Yes I do. The Enlightenment is regularly blamed for much that's wrong with modern society. Programmes are made with titles like &ldquoEnlightenment's dark shadow” Others speak of it's &ldquotwisted legacy”. In fact both many religious conservatives and many &ldquopost-moderns” (who distrust 'reason') blame the Enlightenment for the Holocaust. In the U.S. 45% of the population now take the Bible to be absolutely authoritative not just on moral matters but on scientific matters too. Which is why they believe the entire universe is only 6,000 years old. A U.S. college professor recently wrote that educators like him are having to fight
&ldquothe battles of the Enlightenment all over again. Medieval ideas that were killed stone dead by the rise of science three to four hundred years ago are not merely twitching; they are alive and well in our schools, colleges and universities.”

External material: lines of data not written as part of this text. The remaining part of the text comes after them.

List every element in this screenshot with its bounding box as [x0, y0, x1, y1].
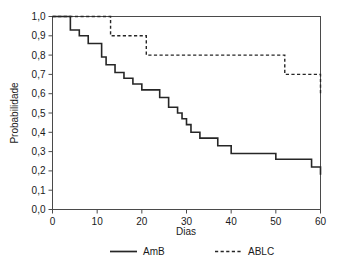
series-line-ablc	[53, 17, 321, 94]
y-tick-label: 0,8	[32, 50, 46, 61]
x-axis-ticks: 0102030405060	[50, 210, 327, 227]
x-tick-label: 0	[50, 216, 56, 227]
y-tick-label: 0,7	[32, 69, 46, 80]
x-tick-label: 30	[181, 216, 193, 227]
plot-frame	[53, 17, 321, 210]
y-tick-label: 0,0	[32, 204, 46, 215]
y-tick-label: 0,4	[32, 127, 46, 138]
y-tick-label: 0,6	[32, 88, 46, 99]
y-tick-label: 0,3	[32, 146, 46, 157]
survival-curve-figure: 0,00,10,20,30,40,50,60,70,80,91,0 010203…	[0, 0, 342, 271]
x-axis-title: Dias	[176, 226, 196, 237]
legend-label-amb: AmB	[143, 246, 165, 257]
y-tick-label: 0,5	[32, 108, 46, 119]
x-tick-label: 60	[315, 216, 327, 227]
series-group	[53, 17, 321, 175]
y-tick-label: 0,2	[32, 165, 46, 176]
x-tick-label: 10	[92, 216, 104, 227]
x-tick-label: 40	[226, 216, 238, 227]
series-line-amb	[53, 17, 321, 175]
x-tick-label: 20	[136, 216, 148, 227]
y-axis-ticks: 0,00,10,20,30,40,50,60,70,80,91,0	[32, 11, 53, 215]
chart-legend: AmBABLC	[110, 246, 274, 257]
x-tick-label: 50	[270, 216, 282, 227]
y-tick-label: 1,0	[32, 11, 46, 22]
chart-canvas: 0,00,10,20,30,40,50,60,70,80,91,0 010203…	[0, 0, 342, 271]
y-tick-label: 0,1	[32, 185, 46, 196]
y-tick-label: 0,9	[32, 30, 46, 41]
y-axis-title: Probabilidade	[9, 82, 20, 144]
legend-label-ablc: ABLC	[248, 246, 274, 257]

We are currently witnessing the beginnings of a global backlash against Enlightenment liberal values. But the truth is that many of these values are our best defence against a slide into barbarism (which is not to say that everything about the Enlightenment was noble and true – obviously it wasn't). My book defends Enlightenment as Kant famously defines it – the Enlightened individual is one who thinks and questions and takes on the responsibility for making their own judgements rather than deferring to authority. That core value is under attack. It's about time we liberals stood up and starting arguing vigorously in its defence.
Deferring to authority is something we all do on a daily basis, whether it be taking the word of dermatologists that excessive exposure to sunlight increases the risk of skin cancer, or that of a minister for finance that public debt is running at x% of GDP. These are things that we accept because we don’t have the time, inclination, or capacity to check their truth for ourselves. Why should religious and moral authority fall into a different category, and why shouldn’t children be taught from an early age to accept authority?
Because morality is not like dermatology or chemistry. If a chemistry professor tells her students they can safely flush a lump of potassium down the sink, and in the resulting explosion several are maimed, those students are not to blame. But if the same students go to their religious authority and ask what attitude they should have towards those of other faiths, and this authority instructs them to persecute or even kill the unbelievers, those students remain morally responsible for the resulting carnage.
Moral responsibility is like a boomerang. Try and throw it to someone else if you like. But it always comes back to you. Schools that insist young people can and should hand this responsibility over to religious &ldquoexperts” are fooling both their students and themselves. Given we all have this responsibility, like it or not, shouldn't we be trained both to recognize that we have it and to take it seriously?
If you were given the resources and authority to remodel the British education system in the morning, what are the first things you would do?
Suppose political schools started springing up – a neoconservative school in Billericay followed by a communist school in Middlesbrough. Suppose these schools start each morning with the collective singing of political anthems. Suppose they select pupils on the basis of the parents political beliefs. Suppose portraits of their political leaders beam down from every classroom wall. Suppose they insist that pupils accept, more or less uncritically, the beliefs embodied in their revered political texts.
If such schools did spring up – there would be outrage. These schools would be educationally stunting children, forcing their minds into politically pre-approved moulds. They're the kind of Orwellian schools you find under totalitarian regimes in places like Stalinist Russia.
My question is, if such political schools are utterly unacceptable, if they are guilty of educationally stunting children, why on earth are so many of us still prepared to tolerate their religious equivalents?
The first thing I would do is bring an end to this sort of religious schooling.